Nathan A
Nathan A

Reputation: 11319

Upcasting Generics

Ok, I know this is impossible, but I'm wondering if anyone knows of a way to get around this.

List<int> numberList = new List<int>();

List<object> objectList = (List<object>)numberList;

This generates the following error:

Cannot convert type 'System.Collections.Generic.List{int}' to 'System.Collections.Generic.List{object}'

This is a simple example, but here is my real problem. I have a method that dynamically generates an IQueryable{IGrouping{TKey, TElement}} instance. However, since in my case TKey is dynamically generated, I can only return an IQueryable to the caller.

I want to be able to return an IQueryable{IGrouping{dynamic, TElement}} to the caller. However, the compiler complains because just like in my first example, its casting TKey as an object (for dynamic), and won't let me cast it that way. Is there any way around that?

Update:

Here is a closer example of what I'm trying to solve:

List<int> testList = new List<int>();

var qry = new EnumerableQuery<int>( testList );

var objectQry = (IQueryable<object>)qry;

While this example doesn't produce a compile-time error, is does produce a casting exception when you try to run it.
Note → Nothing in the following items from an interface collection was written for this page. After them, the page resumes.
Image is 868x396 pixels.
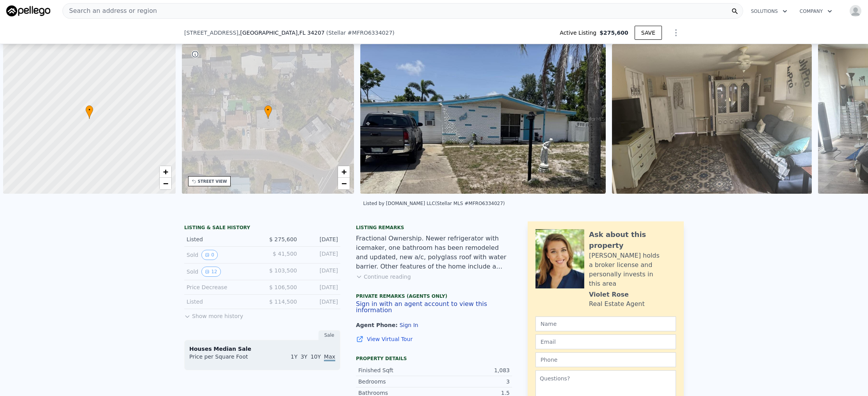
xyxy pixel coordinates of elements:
[589,291,629,299] div: Violet Rose
[324,353,336,361] span: Max
[160,178,171,190] a: Zoom out
[303,267,338,277] div: [DATE]
[356,273,411,281] button: Continue reading
[356,322,399,328] span: Agent Phone:
[187,235,256,243] div: Listed
[599,29,629,37] span: $275,600
[399,322,418,328] button: Sign In
[189,353,262,365] div: Price per Square Foot
[269,268,297,274] span: $ 103,500
[356,224,512,231] div: Listing remarks
[187,267,256,277] div: Sold
[85,105,93,119] div: •
[589,251,676,289] div: [PERSON_NAME] holds a broker license and personally invests in this area
[612,44,811,194] img: Sale: 167386541 Parcel: 57482780
[264,105,272,119] div: •
[793,4,838,18] button: Company
[559,29,599,37] span: Active Listing
[356,294,512,301] div: Private Remarks (Agents Only)
[202,250,217,260] button: View historical data
[184,309,243,320] button: Show more history
[338,178,350,190] a: Zoom out
[328,30,346,36] span: Stellar
[187,298,256,305] div: Listed
[318,331,340,340] div: Sale
[356,234,512,272] div: Fractional Ownership. Newer refrigerator with icemaker, one bathroom has been remodeled and updat...
[634,26,662,40] button: SAVE
[536,316,676,331] input: Name
[341,179,347,188] span: −
[184,29,239,37] span: [STREET_ADDRESS]
[160,166,171,178] a: Zoom in
[85,106,93,113] span: •
[202,267,221,277] button: View historical data
[273,251,297,257] span: $ 41,500
[358,367,434,375] div: Finished Sqft
[347,30,392,36] span: # MFRO6334027
[536,335,676,350] input: Email
[264,106,272,113] span: •
[668,25,684,41] button: Show Options
[338,166,350,178] a: Zoom in
[434,367,510,375] div: 1,083
[303,235,338,243] div: [DATE]
[356,301,512,313] button: Sign in with an agent account to view this information
[744,4,793,18] button: Solutions
[326,29,395,37] div: ( )
[269,284,297,291] span: $ 106,500
[356,356,512,362] div: Property details
[300,353,307,360] span: 3Y
[589,229,676,251] div: Ask about this property
[310,353,321,360] span: 10Y
[589,299,644,309] div: Real Estate Agent
[434,378,510,386] div: 3
[269,298,297,305] span: $ 114,500
[184,224,340,232] div: LISTING & SALE HISTORY
[363,201,505,206] div: Listed by [DOMAIN_NAME] LLC (Stellar MLS #MFRO6334027)
[63,6,157,16] span: Search an address or region
[239,29,325,37] span: , [GEOGRAPHIC_DATA]
[536,353,676,368] input: Phone
[303,298,338,305] div: [DATE]
[198,179,227,184] div: STREET VIEW
[163,167,168,176] span: +
[187,250,256,260] div: Sold
[163,179,168,188] span: −
[303,250,338,260] div: [DATE]
[187,283,256,291] div: Price Decrease
[360,44,606,194] img: Sale: 167386541 Parcel: 57482780
[291,353,297,360] span: 1Y
[297,30,325,36] span: , FL 34207
[358,378,434,386] div: Bedrooms
[269,236,297,242] span: $ 275,600
[6,6,50,17] img: Pellego
[189,345,336,353] div: Houses Median Sale
[303,283,338,291] div: [DATE]
[849,5,862,17] img: avatar
[356,335,512,343] a: View Virtual Tour
[341,167,347,176] span: +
For some reason, even though IQuerable is covariant (thanks Servy for your comments on that), once I introduce an implementing class such as EnumerableQuery, it fails.

Upvotes: 3

Views: 1041

Answers (2)

Servy
Servy

Reputation: 203821

You need to construct a copy of each new dictionary, because dictionaries as well as lists are not covariant with respect to any of their generic arguments.

(The keys are also provided in output through the Keys property, and the sequence of pairs itself, so even IDictionary<TKey, TValue> cannot be covariant with respect to TKey.)

You can use Select to map each object to a new object:

List<Dictionary<int, string>> listOfDicts = new List<Dictionary<int, string>>();
List<Dictionary<object, string>> newList = listOfDicts.Select(dic =>
        dic.ToDictionary(pair => (object)pair.Key, pair => pair.Value))
    .ToList();

IQueryable<T> on the other hand is covariant, as is IGrouping, so you can cast interfaces of those types up:

IQueryable<IGrouping<dynamic, int>> query = null;
IQueryable<IGrouping<object, int>> otherQuery = query;

That compiles and runs just fine.

Upvotes: 2

Ryan T. Grimm
Ryan T. Grimm

Reputation: 1325

Try this.

List<int> numberList = new List<int>();
List<object> objectList = numberList.Cast<object>().ToList();

Enumerable.Cast<T>

Casts the elements of an IEnumerable to the specified type.